Ex-Formula 1 driver Martin Brundle has offered advice to the current F1 grid off the back of the collision involving Carlos Sainz and Oliver Bearman at the Italian Grand Prix. The latter moved closer to a race ban following the incident with Sainz. Carlos Sainz after his collision with Ollie Bearman during the Italian Grand Prix. Image: Race Pictures
“It actually doesn't matter whose fault it is.”
- Martin BrundleThe 66-year-old driver-turned-pundit also suggested how drivers could approach overtaking incidents without earning themselves penalties.
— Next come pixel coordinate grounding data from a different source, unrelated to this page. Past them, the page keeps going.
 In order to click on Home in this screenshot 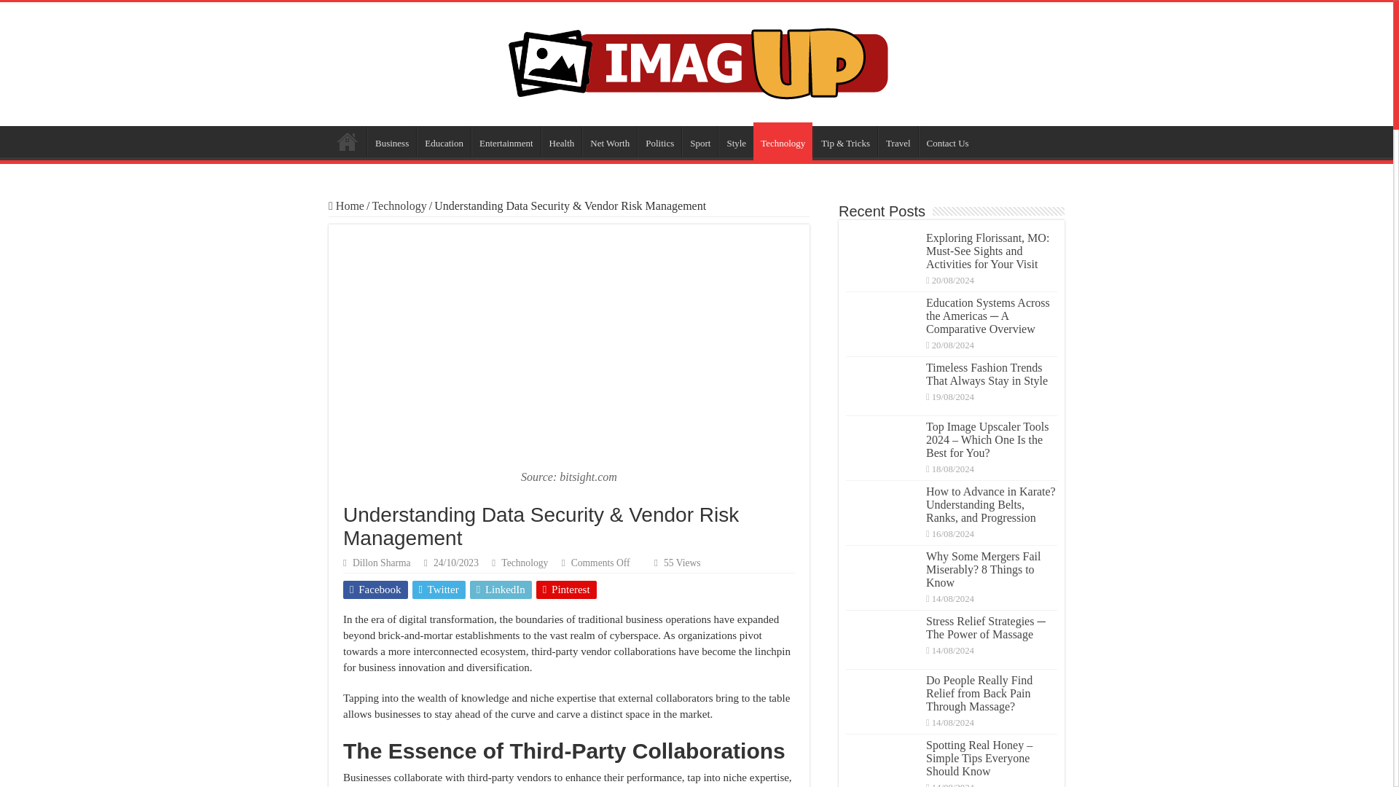, I will do `click(347, 141)`.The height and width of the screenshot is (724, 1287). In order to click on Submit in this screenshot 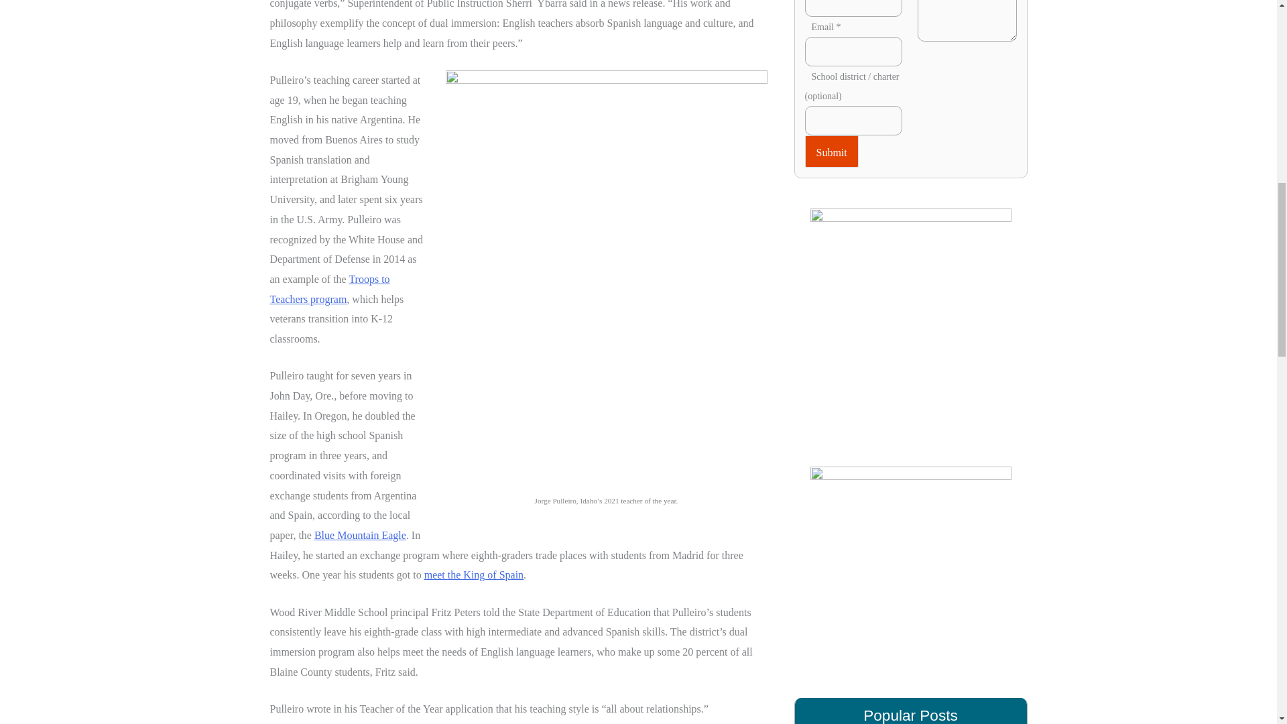, I will do `click(831, 151)`.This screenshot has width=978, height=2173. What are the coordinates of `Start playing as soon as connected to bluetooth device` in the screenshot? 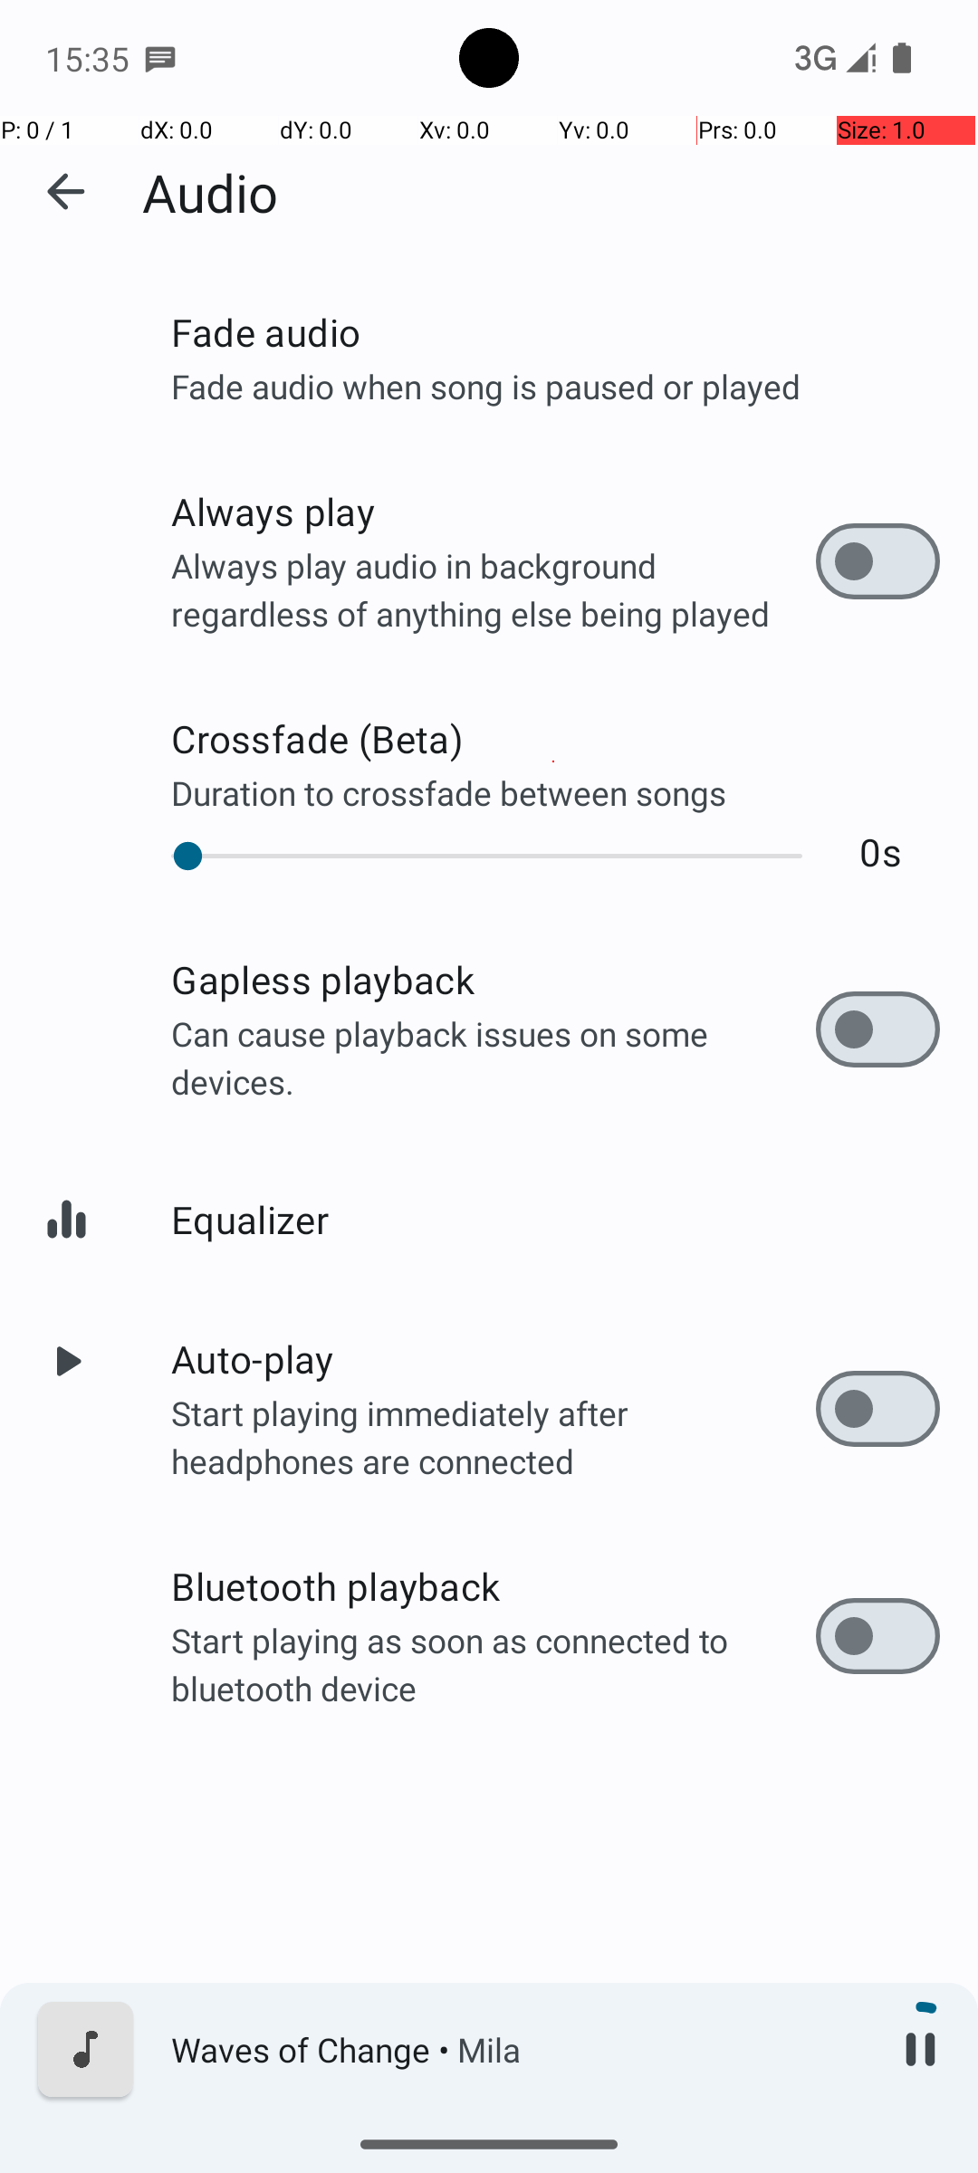 It's located at (494, 1664).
“It actually doesn't matter whose fault it is; contact with other cars costs points and podiums, as likely happened in Monza for those two,” Brundle wrote in his Sky F1 column.
“It was the same a week earlier in Zandvoort when neither Sainz nor Liam Lawson would yield in Turn One, and it cost them dearly. It's like having a crash on the road which you could have avoided but didn’t because you were 'in the right,' but you’re also now in hospital with a written-off car.”
“If you want examples of what works, check out Norris and Verstappen in Turn One in Zandvoort, and Piastri and Leclerc in Monza.”
At the Italian Grand Prix,
Bearman saw his penalty points accumulation over a 12-month period rise to 10, leaving him just two shy of a race ban. The British driver, who is in his rookie
Formula 1 season, was involved in a collision with Sainz entering the second chicane at Monza.
The race stewards judged Bearman to have been at fault for the incident and handed him a 10-second penalty, with two further penalty points added to his licence.
Carlos Sainz gets penalty penalty points off his record in Zandvoort
Earlier,
Sainz had his penalty points rescinded by the FIA following his collision with Liam Lawson at the Dutch Grand Prix. The Spanish driver had initially been penalised for an incident involving the Kiwi native during the Zandvoort race.
Sainz, who was attempting to complete an overtake on the Racing Bulls driver, collided with Lawson – an incident the stewards initially adjudged to be his fault. However, following the exercise of his right to review, the FIA erased the two penalty points he had originally been handed. Nothing could be done, however, about the 10-second penalty he was forced to serve during the race at the Dutch dunes.